One evening, Nalin brought his thesis draft to Dr. Jain. He came back the following week with revisions. And the week after that. Dr. Jain read every handwritten line, word by word, refusing to sign until the standard was exactly what it needed to be. The discipline was understood as respect, which is the only way discipline of that kind can be productively received.
The Resident Who Led a Strike
The years after MD ran through Bihar, through a posting at Holy Family Mission Hospital in Patna, through marriage in 1992 to Poonam Kumari Jha, and then through a decision to pursue neurology that came from the MBBS years and never entirely left him. The DM Neurology entrance, all-India, placed him 29th in the country. He chose neurology over nephrology: not the procedural discipline of machines, but the intellectual discipline of localisation — of finding the lesion in the nervous system through clinical reasoning alone.

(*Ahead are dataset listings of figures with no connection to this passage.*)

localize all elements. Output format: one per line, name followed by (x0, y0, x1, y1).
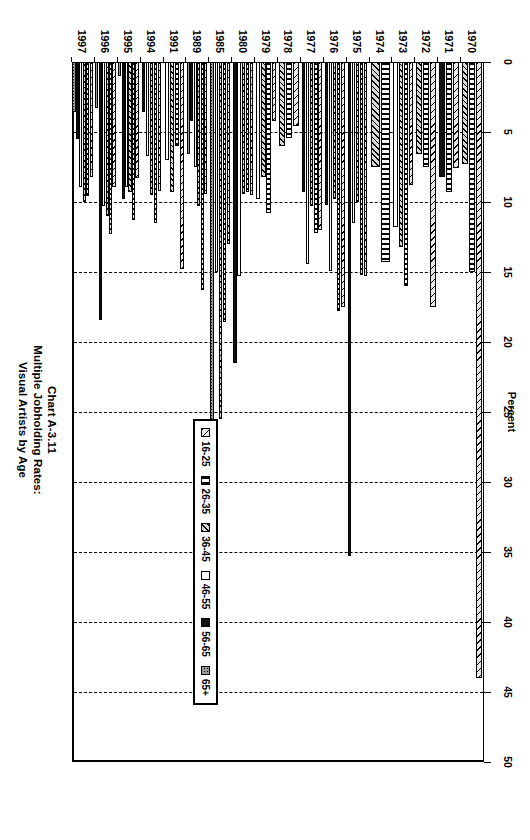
bar-1989-36-45 (197, 62, 200, 206)
legend: 16-2526-3536-4546-5556-6565+ (193, 419, 218, 705)
bar-1974-26-35 (381, 62, 390, 262)
legend-swatch-26-35 (201, 476, 210, 485)
legend-swatch-46-55 (201, 571, 210, 580)
legend-swatch-56-65 (201, 618, 210, 627)
bar-1996-65+ (95, 62, 98, 108)
legend-item-46-55: 46-55 (200, 571, 211, 610)
y-axis-label-1995: 1995 (122, 30, 134, 53)
legend-item-16-25: 16-25 (200, 428, 211, 467)
bar-1972-16-25 (430, 62, 436, 307)
bar-1975-36-45 (356, 62, 359, 202)
bar-1991-46-55 (165, 62, 169, 160)
y-tick-1974 (369, 57, 370, 62)
bar-1995-26-35 (132, 62, 135, 220)
bar-1980-56-65 (233, 62, 236, 363)
y-axis-label-1980: 1980 (237, 30, 249, 53)
bar-1975-26-35 (360, 62, 363, 275)
y-axis-label-1976: 1976 (328, 30, 340, 53)
bar-group-1979: 1979 (254, 62, 277, 762)
bar-1996-36-45 (106, 62, 109, 216)
bar-1971-26-35 (446, 62, 452, 192)
bar-group-1973: 1973 (391, 62, 414, 762)
bar-1979-16-25 (272, 62, 276, 121)
bar-1997-46-55 (79, 62, 82, 187)
y-tick-1976 (323, 57, 324, 62)
y-axis-label-1977: 1977 (305, 30, 317, 53)
bar-1977-56-65 (302, 62, 305, 192)
bar-1989-56-65 (190, 62, 193, 121)
bar-1994-56-65 (142, 62, 145, 112)
legend-label-26-35: 26-35 (200, 489, 211, 515)
bar-group-1971: 1971 (437, 62, 460, 762)
bar-groups: 1970197119721973197419751976197719781979… (74, 62, 483, 762)
y-tick-1975 (346, 57, 347, 62)
y-axis-label-1985: 1985 (214, 30, 226, 53)
bar-1985-36-45 (219, 62, 222, 419)
x-tick-20 (484, 342, 491, 343)
bar-1976-16-25 (341, 62, 344, 307)
bar-1996-56-65 (99, 62, 102, 320)
x-tick-25 (484, 412, 491, 413)
bar-1978-26-35 (286, 62, 292, 138)
bar-1985-16-25 (227, 62, 230, 244)
y-axis-label-1970: 1970 (466, 30, 478, 53)
bar-group-1996: 1996 (94, 62, 117, 762)
plot-area: Percent 05101520253035404550 19701971197… (72, 62, 484, 762)
bar-1973-16-25 (409, 62, 413, 185)
y-tick-1978 (277, 57, 278, 62)
title-line-3: Visual Artists by Age (16, 0, 30, 840)
x-tick-label-0: 0 (502, 59, 514, 65)
bar-1976-56-65 (325, 62, 328, 205)
bar-1985-46-55 (215, 62, 218, 272)
legend-item-36-45: 36-45 (200, 523, 211, 562)
bar-1995-65+ (118, 62, 121, 76)
bar-1991-36-45 (170, 62, 174, 192)
bar-1996-16-25 (112, 62, 115, 187)
bar-1973-36-45 (399, 62, 403, 247)
y-tick-1972 (414, 57, 415, 62)
bar-1989-16-25 (204, 62, 207, 194)
bar-1972-26-35 (423, 62, 429, 167)
x-tick-0 (484, 62, 491, 63)
bar-group-1978: 1978 (277, 62, 300, 762)
x-tick-label-45: 45 (502, 686, 514, 698)
legend-item-65+: 65+ (200, 666, 211, 696)
bar-1980-16-25 (250, 62, 253, 195)
bar-1979-36-45 (261, 62, 265, 177)
chart-page: Chart A-3.11 Multiple Jobholding Rates: … (0, 0, 530, 840)
bar-1995-46-55 (125, 62, 128, 187)
bar-1995-56-65 (122, 62, 125, 199)
bar-1975-56-65 (348, 62, 351, 556)
legend-swatch-36-45 (201, 523, 210, 532)
x-tick-label-50: 50 (502, 756, 514, 768)
y-axis-label-1973: 1973 (397, 30, 409, 53)
bar-1978-16-25 (293, 62, 299, 126)
y-axis-label-1997: 1997 (76, 30, 88, 53)
bar-1974-36-45 (371, 62, 380, 167)
legend-label-36-45: 36-45 (200, 536, 211, 562)
legend-item-56-65: 56-65 (200, 618, 211, 657)
bar-group-1976: 1976 (323, 62, 346, 762)
y-tick-1979 (254, 57, 255, 62)
bar-group-1970: 1970 (460, 62, 483, 762)
bar-1980-36-45 (242, 62, 245, 194)
bar-1972-36-45 (416, 62, 422, 154)
y-axis-label-1978: 1978 (282, 30, 294, 53)
x-tick-label-20: 20 (502, 336, 514, 348)
y-tick-1970 (460, 57, 461, 62)
x-tick-45 (484, 692, 491, 693)
bar-1994-46-55 (146, 62, 149, 156)
x-tick-35 (484, 552, 491, 553)
bar-1980-26-35 (246, 62, 249, 192)
x-tick-label-40: 40 (502, 616, 514, 628)
bar-1997-56-65 (76, 62, 79, 139)
bar-group-1994: 1994 (140, 62, 163, 762)
bar-1973-46-55 (394, 62, 398, 227)
bar-1996-26-35 (109, 62, 112, 234)
bar-1980-46-55 (237, 62, 240, 276)
bar-1996-46-55 (102, 62, 105, 206)
bar-1975-46-55 (352, 62, 355, 223)
y-tick-1991 (163, 57, 164, 62)
x-tick-15 (484, 272, 491, 273)
bar-group-1995: 1995 (117, 62, 140, 762)
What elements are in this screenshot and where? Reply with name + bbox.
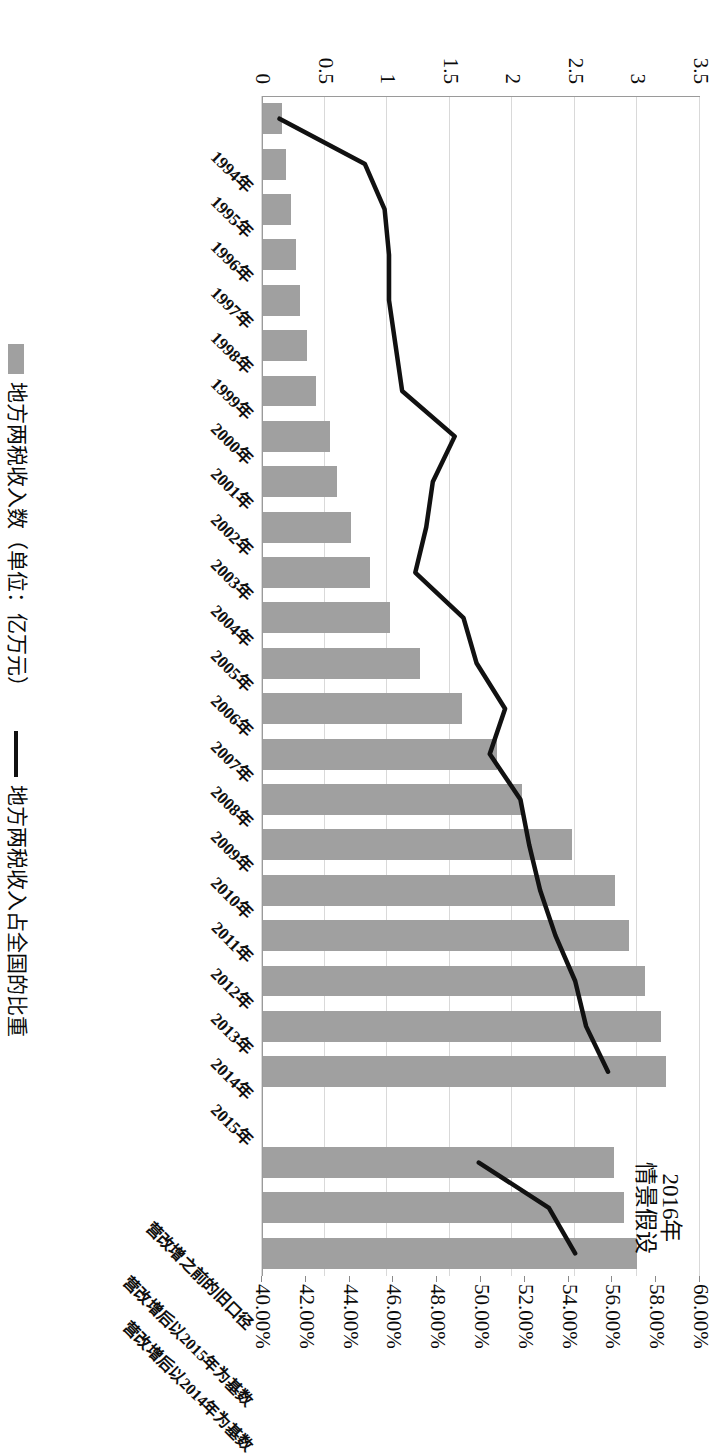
secondary-axis-tick-label: 56.00% xyxy=(600,1284,625,1349)
secondary-axis-tickmark xyxy=(524,1276,525,1282)
category-label: 2014年 xyxy=(206,1051,260,1105)
secondary-axis-tickmark xyxy=(699,1276,700,1282)
secondary-axis-tickmark xyxy=(305,1276,306,1282)
trend-line-segment xyxy=(280,119,609,1072)
annotation-line-1: 2016年 xyxy=(657,1058,682,1358)
secondary-axis-tick-label: 44.00% xyxy=(337,1284,362,1349)
legend-label: 地方两税收入数（单位：亿万元） xyxy=(6,382,27,697)
secondary-axis-tickmark xyxy=(480,1276,481,1282)
category-label: 1999年 xyxy=(206,371,260,425)
category-label: 1994年 xyxy=(206,144,260,198)
secondary-axis-tick-label: 52.00% xyxy=(512,1284,537,1349)
category-label: 2008年 xyxy=(206,779,260,833)
axis-left-spine xyxy=(262,96,700,97)
category-label: 1996年 xyxy=(206,234,260,288)
primary-axis-tick-label: 0.5 xyxy=(312,58,337,84)
primary-axis-tick-label: 3.5 xyxy=(688,58,713,84)
category-label: 2010年 xyxy=(206,870,260,924)
category-label: 1998年 xyxy=(206,325,260,379)
category-label: 2003年 xyxy=(206,552,260,606)
secondary-axis-tick-label: 50.00% xyxy=(469,1284,494,1349)
category-label: 1997年 xyxy=(206,280,260,334)
scenario-annotation: 2016年 情景假设 xyxy=(632,1058,682,1358)
legend-item: 地方两税收入数（单位：亿万元） xyxy=(6,344,27,697)
secondary-axis-tickmark xyxy=(436,1276,437,1282)
category-label: 2011年 xyxy=(207,915,260,968)
category-label: 2001年 xyxy=(206,461,260,515)
category-label: 1995年 xyxy=(206,189,260,243)
category-label: 2015年 xyxy=(206,1097,260,1151)
category-label: 2000年 xyxy=(206,416,260,470)
category-label: 2002年 xyxy=(206,507,260,561)
primary-axis-tick-label: 2 xyxy=(500,74,525,85)
primary-axis-tick-label: 1 xyxy=(375,74,400,85)
primary-axis-tick-label: 1.5 xyxy=(437,58,462,84)
legend-item: 地方两税收入占全国的比重 xyxy=(6,731,27,1037)
primary-axis-tick-label: 3 xyxy=(625,74,650,85)
category-label: 2007年 xyxy=(206,734,260,788)
secondary-axis-tickmark xyxy=(568,1276,569,1282)
secondary-axis-tick-label: 60.00% xyxy=(688,1284,713,1349)
secondary-axis-tick-label: 54.00% xyxy=(556,1284,581,1349)
primary-axis-tick-label: 2.5 xyxy=(562,58,587,84)
legend-label: 地方两税收入占全国的比重 xyxy=(6,785,27,1037)
category-label: 2012年 xyxy=(206,961,260,1015)
secondary-axis-tickmark xyxy=(261,1276,262,1282)
primary-value-axis: 00.511.522.533.5 xyxy=(262,0,700,92)
secondary-axis-tickmark xyxy=(392,1276,393,1282)
legend-line-swatch-icon xyxy=(15,731,19,777)
trend-line-segment xyxy=(479,1163,575,1254)
category-label: 2005年 xyxy=(206,643,260,697)
secondary-axis-tick-label: 42.00% xyxy=(293,1284,318,1349)
category-label: 2004年 xyxy=(206,597,260,651)
secondary-axis-tick-label: 46.00% xyxy=(381,1284,406,1349)
chart-legend: 地方两税收入数（单位：亿万元）地方两税收入占全国的比重 xyxy=(6,0,27,1380)
secondary-axis-tick-label: 48.00% xyxy=(425,1284,450,1349)
category-label: 2013年 xyxy=(206,1006,260,1060)
category-label: 2009年 xyxy=(206,824,260,878)
legend-bar-swatch-icon xyxy=(9,344,25,374)
annotation-line-2: 情景假设 xyxy=(632,1058,657,1358)
secondary-axis-tickmark xyxy=(611,1276,612,1282)
axis-baseline xyxy=(262,96,263,1276)
category-label: 2006年 xyxy=(206,688,260,742)
category-axis-labels: 1994年1995年1996年1997年1998年1999年2000年2001年… xyxy=(60,96,260,1276)
secondary-axis-tickmark xyxy=(349,1276,350,1282)
primary-axis-tick-label: 0 xyxy=(250,74,275,85)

At KEM Hospital in Mumbai, under Dr. Praveena Shah and alongside teachers like Dr. Eddie P. Bharucha, Dr. Sunil Pandya, and Dr. Ranjit Nagpal, he trained in a department that took neurology seriously as both science and craft. In 1995, junior doctors across Maharashtra went on strike over stipends — ₹1,100 every six months, an amount that made survival contingent on outside support. Nalin became secretary of the Maharashtra Association of Resident Doctors and spent two months holding the position together. The Shiv Sena government relented. Stipends rose to ₹8,000 with annual increments. He had not thought of himself as an activist; the situation had made him one, and he had responded with the same steady persistence he had brought to everything since Sevagram.
In Warangal, where he eventually settled, he founded the TNC Medical Foundation — named for his father, Tej Narayan Chaudhary — which became a centre serving children with autism, patients with neurological disabilities, and the broader community of those for whom specialised neurology would otherwise be inaccessible. Beyond medicine, he has accumulated degrees in Hindi, LLB, LLM, journalism, and economics, and is currently working toward a PhD in Law. Learning, he has said, has never stopped; it has been the one constant through everything else.
Dr. Nalin Chaudhary completed his MD in Medicine from MGIMS, Sevagram, and his DM in Neurology from KEM Hospital, Mumbai. He served as secretary of the Maharashtra Association of Resident Doctors during the 1995 stipend agitation. He founded TNC Medical Foundation in Warangal, focused on neurology and special needs care. He lives and practises in Warangal, Telangana.